One person says to another: “The conspiracy theory is nonsense, because you yourself imagine that a certain group of persons conspired and controls all world processes in politics … do you yourself believe that this is possible? So they gathered for cognac, sat down at the table and plan to kill someone else and make whom president. What's the point?.

Try to list all the logical errors here and explain in more detail the ones that we covered in this part of the second chapter.

Task 2

Before you is a common argument, with the help of which they are trying to prove intent in the actions of another: "a person with your character and could not have acted otherwise." Where is the mistake?

Problem 3

Here is an anecdote.

Three scientists - a biologist, a physicist and a mathematician - were traveling across Scotland in the same compartment of a train. Through the window they saw a black sheep grazing on one of the hills. The biologist said, “Wow, you!
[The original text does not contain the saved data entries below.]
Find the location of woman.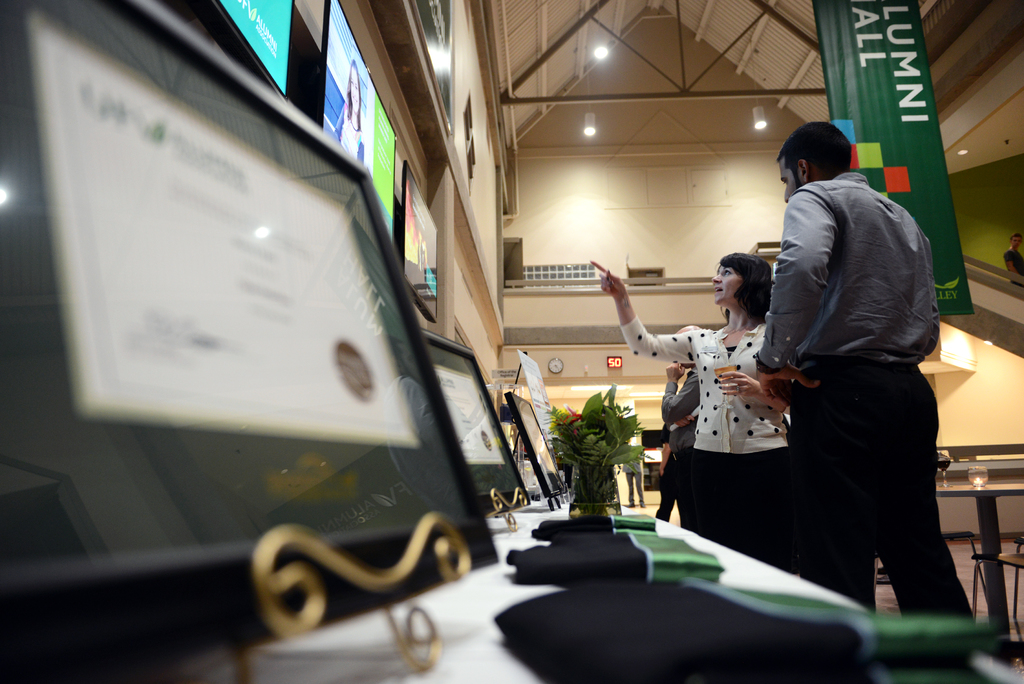
Location: 589, 248, 790, 562.
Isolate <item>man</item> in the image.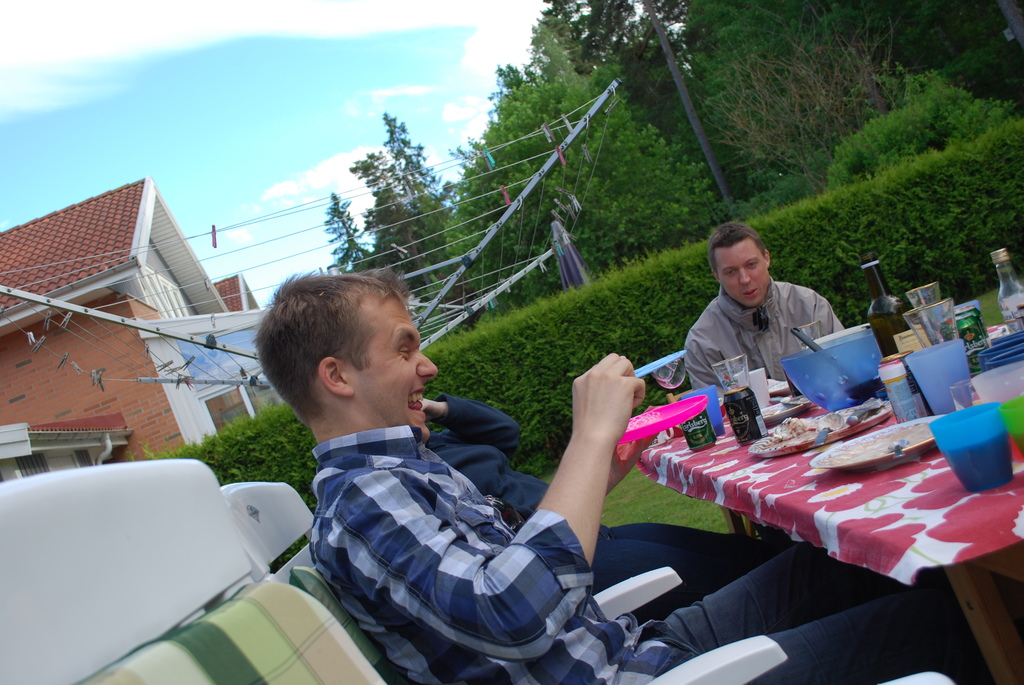
Isolated region: region(204, 258, 675, 663).
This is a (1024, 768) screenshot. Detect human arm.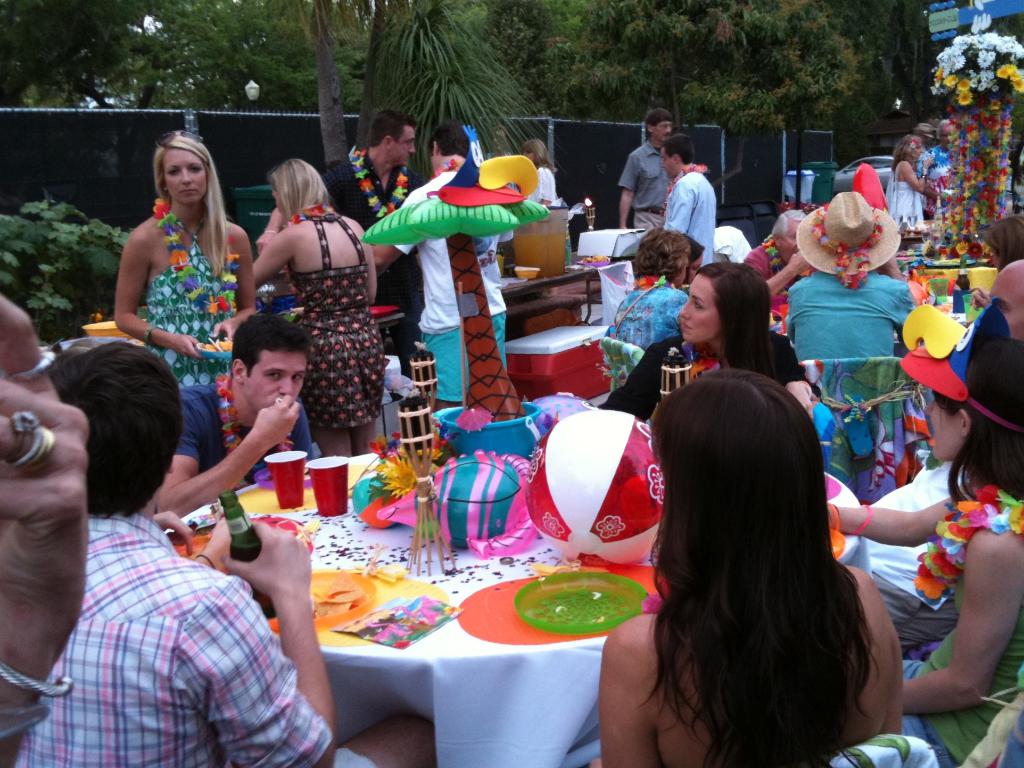
x1=893, y1=155, x2=935, y2=198.
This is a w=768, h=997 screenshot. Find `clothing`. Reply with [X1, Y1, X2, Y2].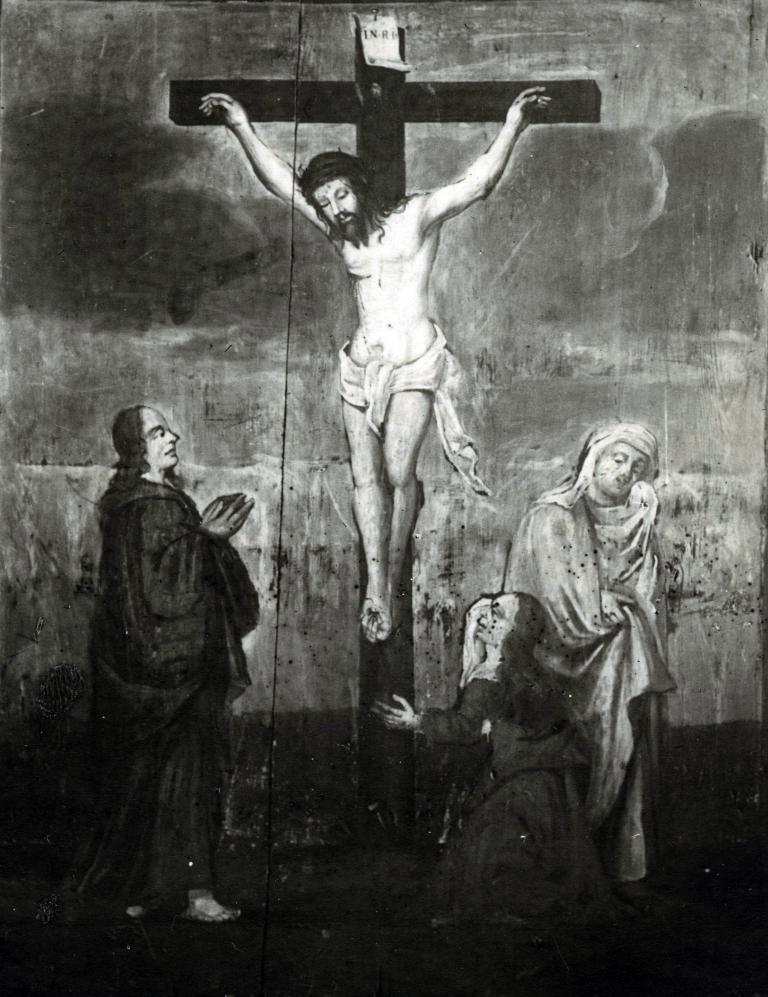
[338, 335, 489, 512].
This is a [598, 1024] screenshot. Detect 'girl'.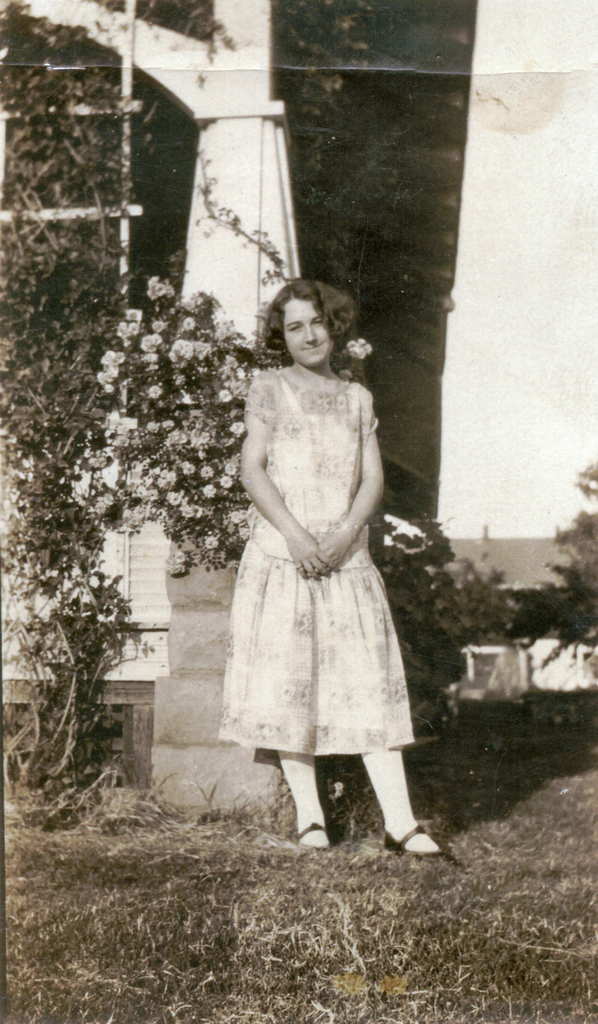
x1=227, y1=279, x2=454, y2=848.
There are black sheep in Scotland. " The physicist replied: "No, we can only say that there is at least one black sheep in Scotland." The mathematician concluded: "There is at least one sheep in Scotland, black on at least one side!"
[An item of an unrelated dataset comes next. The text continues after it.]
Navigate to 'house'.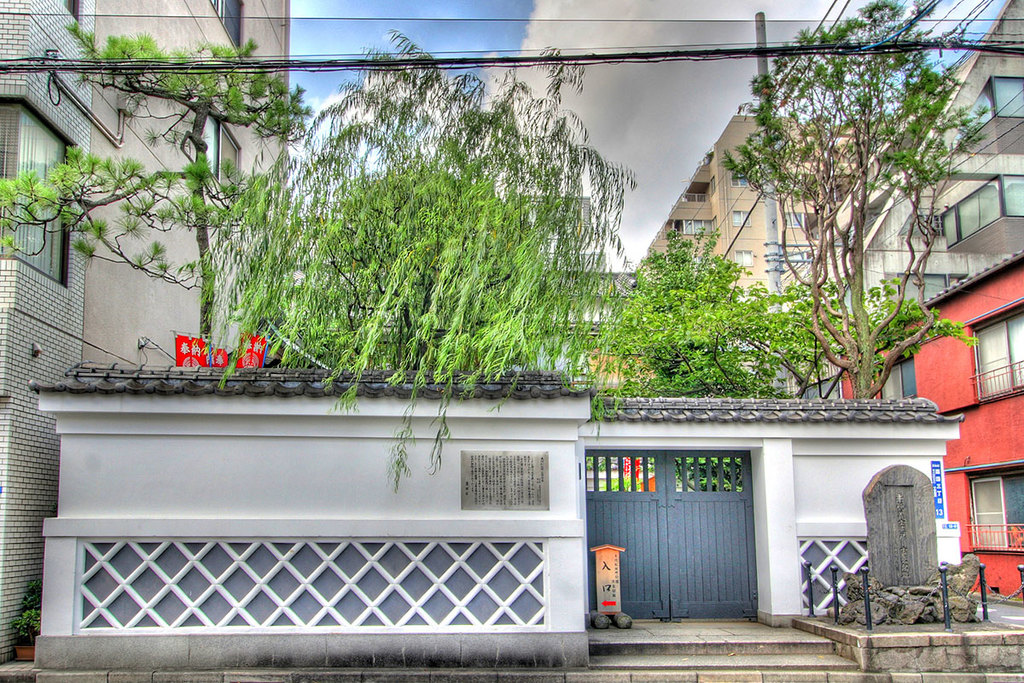
Navigation target: box(879, 245, 1023, 604).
Consider the anecdote from the perspective of the material covered. What mistake is he dedicated to? What is the cultural value of its content?

Problem 4

One historian once said that the ancient pyramids of Egypt could not have been built by those who lived at that time, because even today no modern method of stone processing can cut such huge blocks so flawlessly evenly. He also said about the impossibility of constructing some of Baalbek's buildings, since even modern technology does not allow lifting stones of such a huge size.
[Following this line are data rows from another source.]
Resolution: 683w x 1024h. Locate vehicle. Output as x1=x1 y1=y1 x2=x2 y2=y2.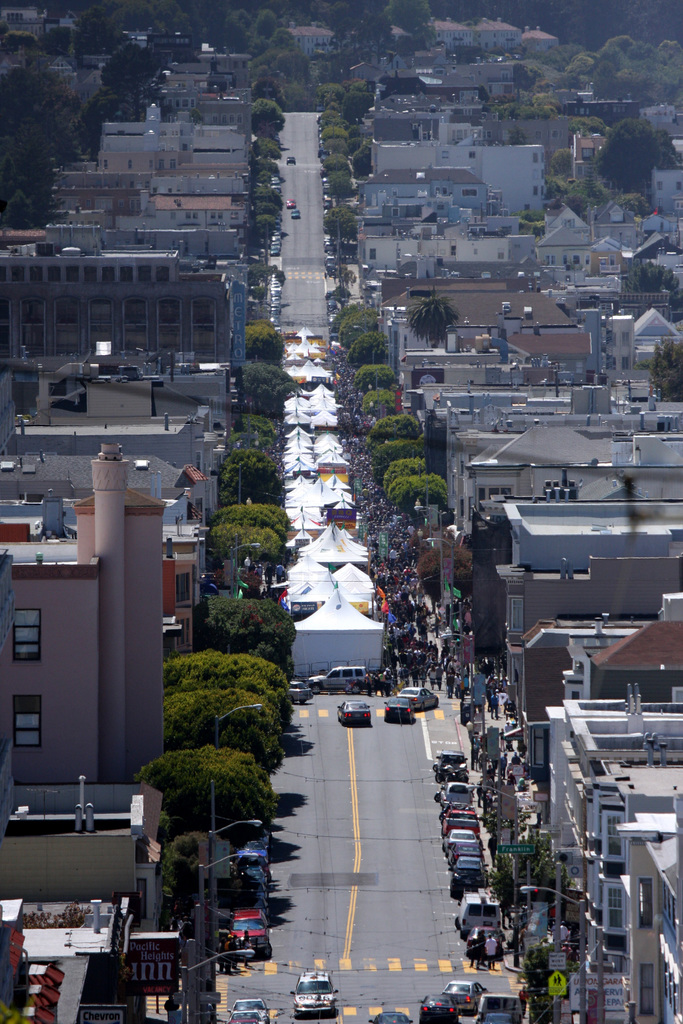
x1=222 y1=995 x2=274 y2=1023.
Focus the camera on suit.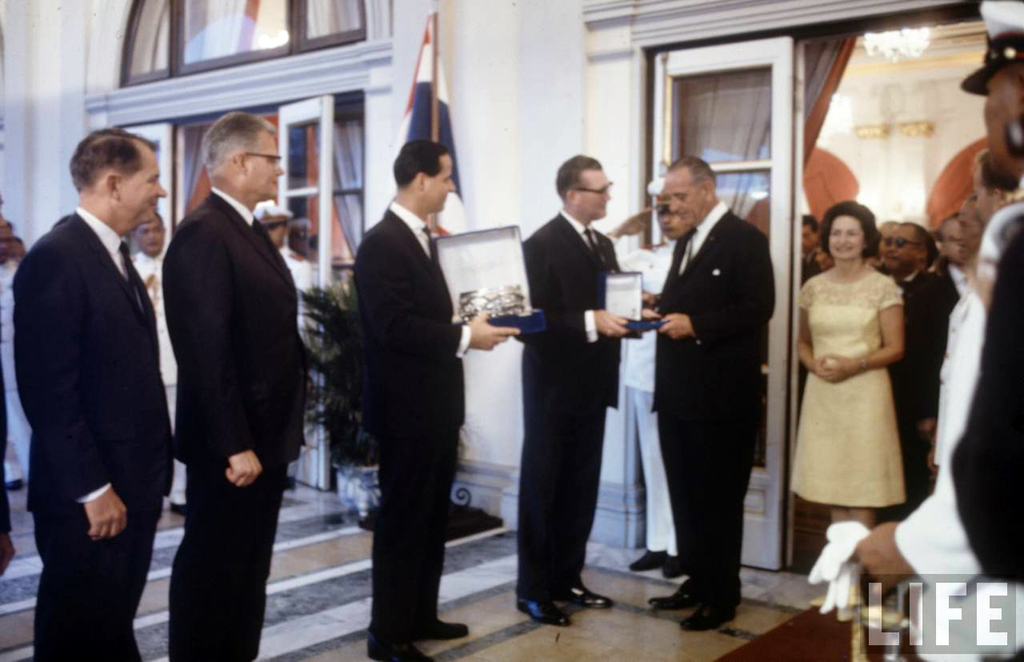
Focus region: bbox=(355, 203, 472, 661).
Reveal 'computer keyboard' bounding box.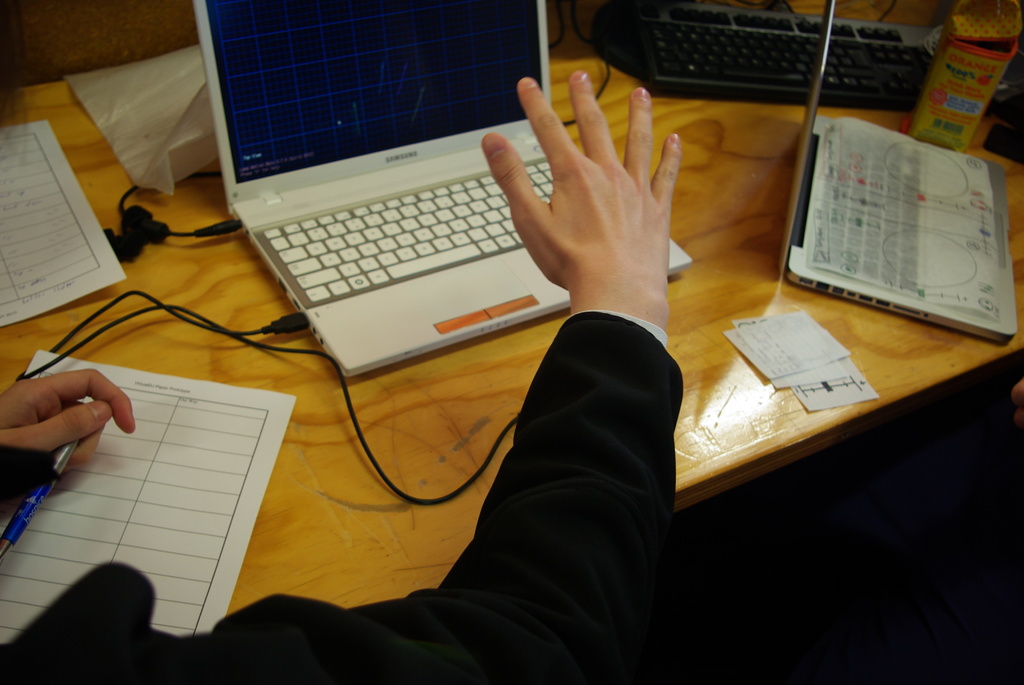
Revealed: x1=816 y1=122 x2=925 y2=295.
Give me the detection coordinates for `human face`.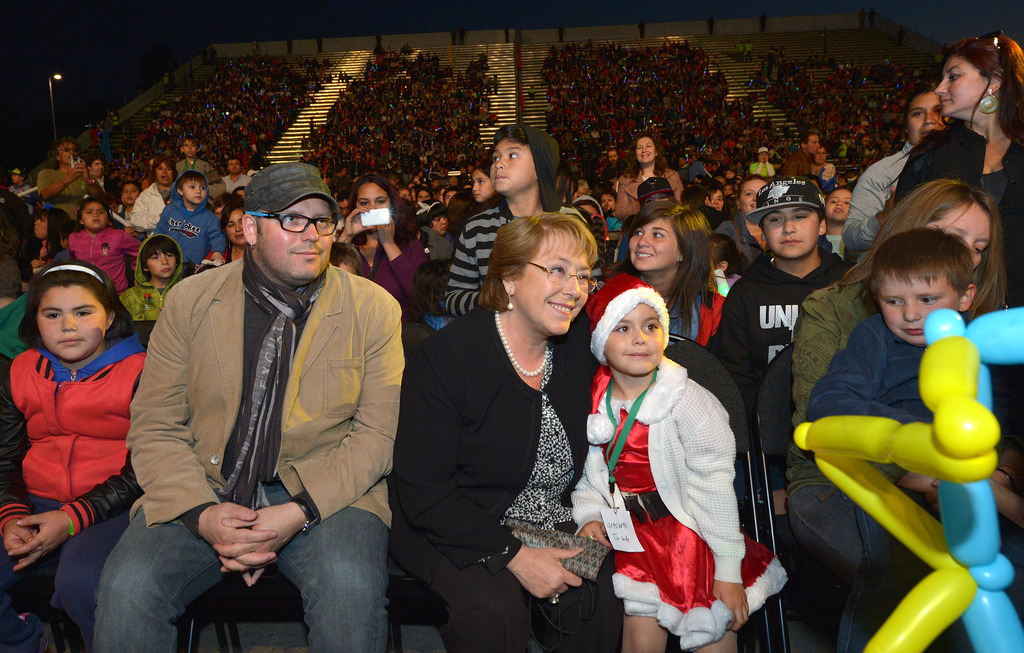
crop(181, 175, 206, 203).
Is there a false generalization error here? If so, what is it? Are there any other bugs you know about here?

Problem 5

One person once asked: "How to choose high-quality alcohol for the New Year, so that I don't get poisoned like last time?"

The answer was: “why drink at all for the New Year? Don't drink alcohol and there will be no problems."

This is not an easy task: in this answer you need not only to find a logical error, but to suggest situations in which you cannot get away from it. That is, when it is impossible to answer without error.